The central Burma heartlands are securely under government control. So too are state capitals like Myitkyina, here in Kachin State. But drive a few miles outside of a state capital and one is soon near a military front line. There are checkpoints, restricted areas that civilians cannot traverse, and military bases ringed by barbed wire and landmines.

Miles of villages to the south of here were evacuated and looted in fighting in 2011 and 2012, and are today comprised of deserted houses, thatch roofs crumbling from lack of maintenance. Most villages on front lines have been burned to the ground. Hundreds of thousands remain displaced from earlier conflicts, not just here in Kachin State but in other ethnic minority areas. Shaky bilateral ceasefires hold in several places, but the fact is that Burma is still a country wracked by a conflict and abuses against ordinary civilians.

There is no evidence anyone is going back anytime soon. Though the government is keen to resettle “example” displaced families to their home villages or “model villages” near state capitals like Myitkyina, everyone here knows that real resettlement cannot occur until families can return safely and voluntarily.

On Obama’s last trip to Burma in November 2012, Burma’s president Thein Sein pledged to him that the Burmese government would work with ethnic political parties to reach a nationwide ceasefire agreement and press forward with political negotiations. But negotiations have borne little fruit, and nationwide ceasefire negotiations broke down three weeks ago.

In Kachin State recently, the Tatmadaw imposed new and stricter checkpoints and travel restrictions on the three main roads running out of Myitkyina here to the north, east, and west, and soldiers are requiring large bribes to allow people to transit. One community leader told us it now cost about $50—a small fortune here—to travel from Myitkyina to Laiza in KIA territory, a distance of only 65 miles. Tensions and fighting have also increased in Karen and Mon States, in Burma’s southeast.

There is unease especially to the west of here, in the Kachin town of Hpakant: community leaders report an increase in Burma army units, and the Tatmadaw in October gave the KIA ultimatums to pull back from established positions. Both sides appear to be using civilians in the area as pawns, in line with their military interests, ordering families to stay in frontline homes, almost as civilian shields—if confirmed, a serious violation of the laws of war. 

Hpakant is a potential hotspot for economic reasons—an underlying factor in many of Burma’s conflicts. The government recently gave permission for jade mining operations in the area to resume, and it appears that Tatmadaw commanders, who hold economic stakes in such operations, want to push the KIA as far as possible from these concessions, and may be taking advantage of the recent breakdown in the ceasefire negotiations to achieve this gain. 

When President Obama and other world leaders arrive here in Burma, they need to press the government on a slew of human rights issues, ranging from constitutional issues to the Rohingya crisis.

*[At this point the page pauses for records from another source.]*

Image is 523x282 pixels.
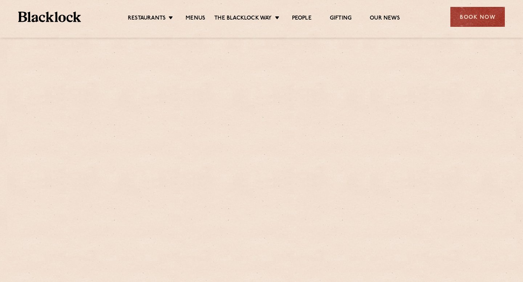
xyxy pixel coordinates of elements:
a: Menus [185,15,205,23]
a: Gifting [330,15,351,23]
a: People [292,15,311,23]
a: The Blacklock Way [214,15,271,23]
img: BL_Textured_Logo-footer-cropped.svg [18,12,81,22]
a: Restaurants [128,15,165,23]
a: Our News [369,15,400,23]
div: Book Now [450,7,504,27]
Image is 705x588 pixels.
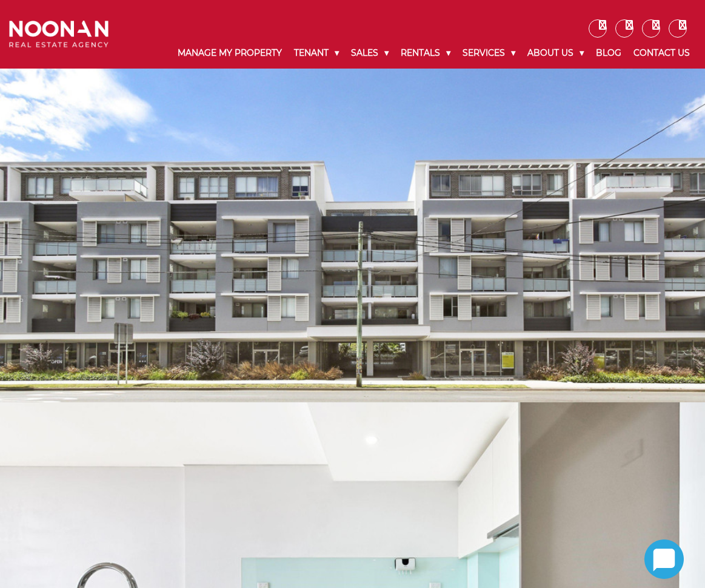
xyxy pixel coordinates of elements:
a: Services [457,38,522,69]
a: Manage My Property [172,38,288,69]
a: Blog [590,38,628,69]
a: Contact Us [628,38,696,69]
img: Noonan Real Estate Agency [9,21,109,48]
a: Sales [345,38,395,69]
a: Tenant [288,38,345,69]
a: Rentals [395,38,457,69]
a: About Us [522,38,590,69]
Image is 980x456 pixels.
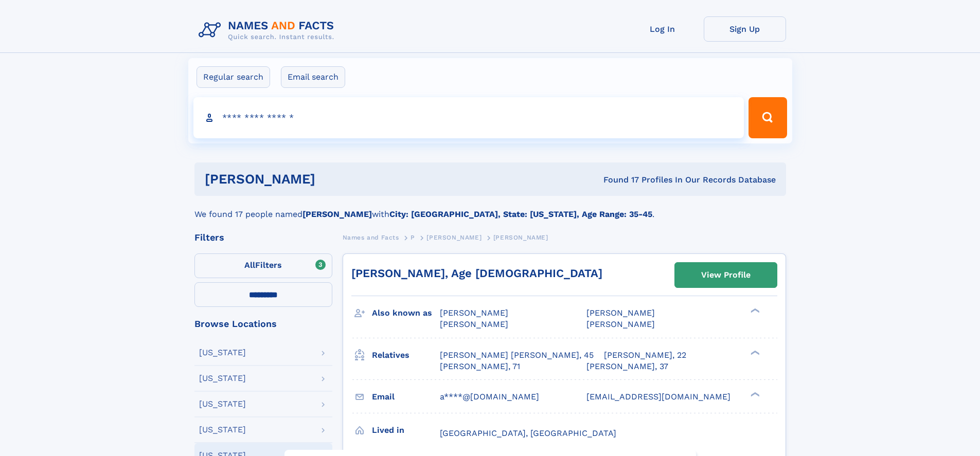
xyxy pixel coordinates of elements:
div: Browse Locations [195,320,332,329]
h1: [PERSON_NAME] [205,173,460,186]
div: ❯ [748,349,761,355]
a: [PERSON_NAME], 37 [587,361,668,373]
button: Search Button [749,97,787,138]
a: Names and Facts [343,231,400,244]
div: ❯ [748,308,761,314]
a: View Profile [675,263,777,287]
a: Log In [622,16,704,41]
span: [GEOGRAPHIC_DATA], [GEOGRAPHIC_DATA] [440,428,616,438]
input: search input [193,97,745,138]
div: Found 17 Profiles In Our Records Database [460,174,776,186]
div: [US_STATE] [199,374,246,382]
a: [PERSON_NAME], 71 [440,361,520,373]
a: [PERSON_NAME] [PERSON_NAME], 45 [440,350,594,361]
span: All [244,260,255,270]
span: [PERSON_NAME] [493,234,549,241]
span: [PERSON_NAME] [440,320,508,329]
a: [PERSON_NAME], Age [DEMOGRAPHIC_DATA] [351,267,603,280]
a: Sign Up [704,16,786,41]
div: [US_STATE] [199,425,246,434]
span: [PERSON_NAME] [440,308,508,318]
b: [PERSON_NAME] [303,209,372,219]
div: [US_STATE] [199,400,246,408]
span: [PERSON_NAME] [587,320,655,329]
div: Filters [195,233,332,242]
img: Logo Names and Facts [195,16,343,44]
div: View Profile [702,263,751,287]
h3: Also known as [372,304,440,322]
b: City: [GEOGRAPHIC_DATA], State: [US_STATE], Age Range: 35-45 [390,209,653,219]
span: [EMAIL_ADDRESS][DOMAIN_NAME] [587,392,731,401]
label: Filters [195,253,332,278]
span: [PERSON_NAME] [587,308,655,318]
div: ❯ [748,390,761,398]
div: [US_STATE] [199,348,246,357]
span: [PERSON_NAME] [427,234,481,241]
h3: Lived in [372,422,440,439]
label: Regular search [197,66,270,88]
span: P [411,234,415,241]
div: We found 17 people named with . [195,196,786,221]
h3: Relatives [372,346,440,364]
a: [PERSON_NAME], 22 [605,350,686,361]
a: [PERSON_NAME] [427,231,481,244]
label: Email search [281,66,345,88]
a: P [411,231,415,244]
h3: Email [372,389,440,406]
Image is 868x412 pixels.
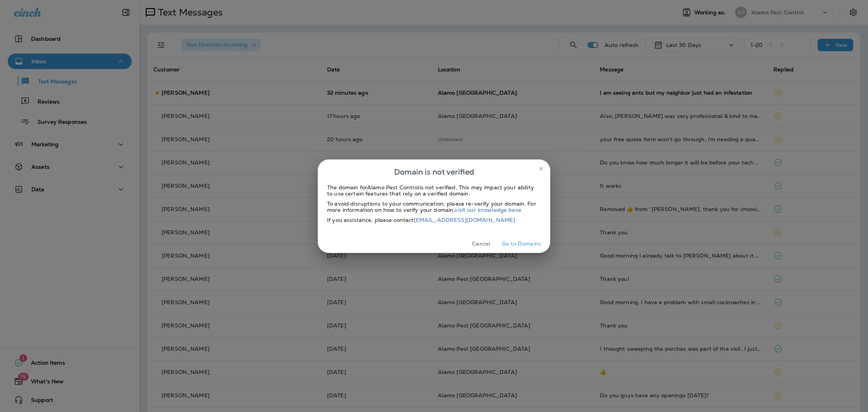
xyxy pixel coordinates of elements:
[455,207,521,214] a: visit our knowledge base
[467,238,496,250] button: Cancel
[499,238,544,250] button: Go to Domains
[327,200,541,213] div: To avoid disruptions to your communication, please re-verify your domain. For more information on...
[535,163,547,175] button: close
[394,165,474,178] span: Domain is not verified
[327,184,541,197] div: The domain for Alamo Pest Control is not verified. This may impact your ability to use certain fe...
[414,216,515,223] a: [EMAIL_ADDRESS][DOMAIN_NAME]
[327,217,541,223] div: If you assistance, please contact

But they also need to raise the issue of human rights abuses in the context of Burma’s armed conflicts. Visiting leaders should make clear that, whatever the status of negotiations, people like Ana should be able to return to their homes in safety and dignity.

World leaders—having already relaxed many of Burma’s sanctions—may think that they don’t have a lot of cards to play. But they still have a few. Obama can tell Burma’s leaders that he won’t be able to lift remaining sanctions without progress on rights issues, nor improve military-to-military relationships. He can point out that US companies will remain reluctant to invest in a country where widespread rights violations and war crimes continue to occur. He can mention that Congress may demand that the US vote against World Bank and other international bank lending to Burma.

I asked Ana and the other women what they would tell President Obama and other leaders if they could speak to them during his visit. They said the leaders should tell the Burmese government to help them. As Ana said, “We can’t go home unless people start to care.”